Top of Provided entries
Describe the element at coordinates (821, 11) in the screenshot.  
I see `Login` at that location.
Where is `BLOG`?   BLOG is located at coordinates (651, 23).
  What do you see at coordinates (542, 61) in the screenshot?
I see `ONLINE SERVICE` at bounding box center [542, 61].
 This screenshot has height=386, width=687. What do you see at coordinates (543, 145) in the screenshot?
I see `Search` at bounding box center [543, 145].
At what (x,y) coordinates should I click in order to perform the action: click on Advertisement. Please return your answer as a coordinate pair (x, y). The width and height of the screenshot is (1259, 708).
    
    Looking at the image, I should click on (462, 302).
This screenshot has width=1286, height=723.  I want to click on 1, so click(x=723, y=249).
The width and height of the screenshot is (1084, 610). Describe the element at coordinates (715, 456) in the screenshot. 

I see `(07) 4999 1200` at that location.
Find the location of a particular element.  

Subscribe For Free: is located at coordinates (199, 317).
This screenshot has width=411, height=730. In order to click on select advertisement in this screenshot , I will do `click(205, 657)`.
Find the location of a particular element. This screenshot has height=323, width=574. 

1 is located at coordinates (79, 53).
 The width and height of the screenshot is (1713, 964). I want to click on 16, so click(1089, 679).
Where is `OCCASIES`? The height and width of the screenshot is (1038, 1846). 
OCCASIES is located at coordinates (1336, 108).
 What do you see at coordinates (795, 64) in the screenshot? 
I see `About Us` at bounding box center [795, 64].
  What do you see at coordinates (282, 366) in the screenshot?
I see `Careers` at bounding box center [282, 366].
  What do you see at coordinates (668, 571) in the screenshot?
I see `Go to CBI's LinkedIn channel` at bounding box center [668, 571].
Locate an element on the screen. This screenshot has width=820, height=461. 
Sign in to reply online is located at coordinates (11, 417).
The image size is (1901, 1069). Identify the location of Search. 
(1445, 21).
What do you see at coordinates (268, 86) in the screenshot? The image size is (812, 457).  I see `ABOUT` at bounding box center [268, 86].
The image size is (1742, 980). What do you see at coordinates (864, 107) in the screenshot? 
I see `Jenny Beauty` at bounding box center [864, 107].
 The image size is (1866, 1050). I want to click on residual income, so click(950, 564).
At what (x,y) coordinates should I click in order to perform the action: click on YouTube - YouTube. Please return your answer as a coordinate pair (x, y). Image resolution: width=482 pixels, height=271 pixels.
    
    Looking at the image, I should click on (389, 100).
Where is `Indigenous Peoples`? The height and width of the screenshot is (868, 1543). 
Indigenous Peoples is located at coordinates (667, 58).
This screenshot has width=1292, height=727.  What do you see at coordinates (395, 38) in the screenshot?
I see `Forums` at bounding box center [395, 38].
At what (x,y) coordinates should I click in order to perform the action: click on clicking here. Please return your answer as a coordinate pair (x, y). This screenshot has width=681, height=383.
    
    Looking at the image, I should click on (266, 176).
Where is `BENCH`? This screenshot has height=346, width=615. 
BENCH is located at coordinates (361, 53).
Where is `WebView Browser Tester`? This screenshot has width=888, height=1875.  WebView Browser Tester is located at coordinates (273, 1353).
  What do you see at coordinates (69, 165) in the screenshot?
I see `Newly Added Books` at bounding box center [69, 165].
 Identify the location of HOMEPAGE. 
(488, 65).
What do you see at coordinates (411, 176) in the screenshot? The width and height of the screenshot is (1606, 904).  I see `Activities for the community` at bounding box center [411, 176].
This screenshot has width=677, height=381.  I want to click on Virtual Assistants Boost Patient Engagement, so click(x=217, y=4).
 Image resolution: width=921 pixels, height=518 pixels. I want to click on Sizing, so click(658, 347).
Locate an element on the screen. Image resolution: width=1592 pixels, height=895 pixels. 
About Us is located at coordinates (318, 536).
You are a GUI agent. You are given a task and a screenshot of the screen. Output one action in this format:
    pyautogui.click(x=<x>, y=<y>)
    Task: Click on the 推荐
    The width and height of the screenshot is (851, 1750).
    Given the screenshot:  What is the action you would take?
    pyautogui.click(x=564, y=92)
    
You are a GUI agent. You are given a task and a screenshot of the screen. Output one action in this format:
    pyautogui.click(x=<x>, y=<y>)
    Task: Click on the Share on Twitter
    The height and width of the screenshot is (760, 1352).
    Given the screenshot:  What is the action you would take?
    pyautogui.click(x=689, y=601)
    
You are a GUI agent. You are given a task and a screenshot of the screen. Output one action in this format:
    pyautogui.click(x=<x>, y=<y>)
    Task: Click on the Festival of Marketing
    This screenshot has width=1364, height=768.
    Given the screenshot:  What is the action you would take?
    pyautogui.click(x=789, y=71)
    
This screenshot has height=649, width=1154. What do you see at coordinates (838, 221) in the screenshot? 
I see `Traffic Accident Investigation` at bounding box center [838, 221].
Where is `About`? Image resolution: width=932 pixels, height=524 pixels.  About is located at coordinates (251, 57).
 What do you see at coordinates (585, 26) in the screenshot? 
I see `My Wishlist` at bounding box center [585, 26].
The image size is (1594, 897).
Bottom of Provided entries
Directions:
Transcribe the listing so that each line matches exactly.

Problem solution:
Describe the element at coordinates (821, 11) in the screenshot.  
I see `Login` at that location.
Where is `BLOG`?   BLOG is located at coordinates (651, 23).
  What do you see at coordinates (542, 61) in the screenshot?
I see `ONLINE SERVICE` at bounding box center [542, 61].
 This screenshot has height=386, width=687. What do you see at coordinates (543, 145) in the screenshot?
I see `Search` at bounding box center [543, 145].
At what (x,y) coordinates should I click in order to perform the action: click on Advertisement. Please return your answer as a coordinate pair (x, y). The width and height of the screenshot is (1259, 708).
    
    Looking at the image, I should click on (462, 302).
This screenshot has width=1286, height=723.  I want to click on 1, so click(x=723, y=249).
The width and height of the screenshot is (1084, 610). Describe the element at coordinates (715, 456) in the screenshot. 

I see `(07) 4999 1200` at that location.
Find the location of a particular element.  

Subscribe For Free: is located at coordinates (199, 317).
This screenshot has width=411, height=730. In order to click on select advertisement in this screenshot , I will do `click(205, 657)`.
Find the location of a particular element. This screenshot has height=323, width=574. 

1 is located at coordinates (79, 53).
 The width and height of the screenshot is (1713, 964). I want to click on 16, so click(1089, 679).
Where is `OCCASIES`? The height and width of the screenshot is (1038, 1846). 
OCCASIES is located at coordinates (1336, 108).
 What do you see at coordinates (795, 64) in the screenshot? 
I see `About Us` at bounding box center [795, 64].
  What do you see at coordinates (282, 366) in the screenshot?
I see `Careers` at bounding box center [282, 366].
  What do you see at coordinates (668, 571) in the screenshot?
I see `Go to CBI's LinkedIn channel` at bounding box center [668, 571].
Locate an element on the screen. This screenshot has width=820, height=461. 
Sign in to reply online is located at coordinates (11, 417).
The image size is (1901, 1069). Identify the location of Search. 
(1445, 21).
What do you see at coordinates (268, 86) in the screenshot? The image size is (812, 457).  I see `ABOUT` at bounding box center [268, 86].
The image size is (1742, 980). What do you see at coordinates (864, 107) in the screenshot? 
I see `Jenny Beauty` at bounding box center [864, 107].
 The image size is (1866, 1050). I want to click on residual income, so click(950, 564).
At what (x,y) coordinates should I click in order to perform the action: click on YouTube - YouTube. Please return your answer as a coordinate pair (x, y). Image resolution: width=482 pixels, height=271 pixels.
    
    Looking at the image, I should click on (389, 100).
Where is `Indigenous Peoples`? The height and width of the screenshot is (868, 1543). 
Indigenous Peoples is located at coordinates (667, 58).
This screenshot has width=1292, height=727.  What do you see at coordinates (395, 38) in the screenshot?
I see `Forums` at bounding box center [395, 38].
At what (x,y) coordinates should I click in order to perform the action: click on clicking here. Please return your answer as a coordinate pair (x, y). This screenshot has width=681, height=383.
    
    Looking at the image, I should click on (266, 176).
Where is `BENCH`? This screenshot has height=346, width=615. 
BENCH is located at coordinates (361, 53).
Where is `WebView Browser Tester`? This screenshot has width=888, height=1875.  WebView Browser Tester is located at coordinates (273, 1353).
  What do you see at coordinates (69, 165) in the screenshot?
I see `Newly Added Books` at bounding box center [69, 165].
 Identify the location of HOMEPAGE. 
(488, 65).
What do you see at coordinates (411, 176) in the screenshot? The width and height of the screenshot is (1606, 904).  I see `Activities for the community` at bounding box center [411, 176].
This screenshot has width=677, height=381.  I want to click on Virtual Assistants Boost Patient Engagement, so click(x=217, y=4).
 Image resolution: width=921 pixels, height=518 pixels. I want to click on Sizing, so click(658, 347).
Locate an element on the screen. Image resolution: width=1592 pixels, height=895 pixels. 
About Us is located at coordinates (318, 536).
You are a GUI agent. You are given a task and a screenshot of the screen. Output one action in this format:
    pyautogui.click(x=<x>, y=<y>)
    Task: Click on the 推荐
    The width and height of the screenshot is (851, 1750).
    Given the screenshot:  What is the action you would take?
    pyautogui.click(x=564, y=92)
    
You are a GUI agent. You are given a task and a screenshot of the screen. Output one action in this format:
    pyautogui.click(x=<x>, y=<y>)
    Task: Click on the Share on Twitter
    The height and width of the screenshot is (760, 1352).
    Given the screenshot:  What is the action you would take?
    pyautogui.click(x=689, y=601)
    
You are a GUI agent. You are given a task and a screenshot of the screen. Output one action in this format:
    pyautogui.click(x=<x>, y=<y>)
    Task: Click on the Festival of Marketing
    This screenshot has width=1364, height=768.
    Given the screenshot:  What is the action you would take?
    pyautogui.click(x=789, y=71)
    
This screenshot has height=649, width=1154. What do you see at coordinates (838, 221) in the screenshot? 
I see `Traffic Accident Investigation` at bounding box center [838, 221].
Where is `About`? Image resolution: width=932 pixels, height=524 pixels.  About is located at coordinates (251, 57).
 What do you see at coordinates (585, 26) in the screenshot? 
I see `My Wishlist` at bounding box center [585, 26].
The image size is (1594, 897).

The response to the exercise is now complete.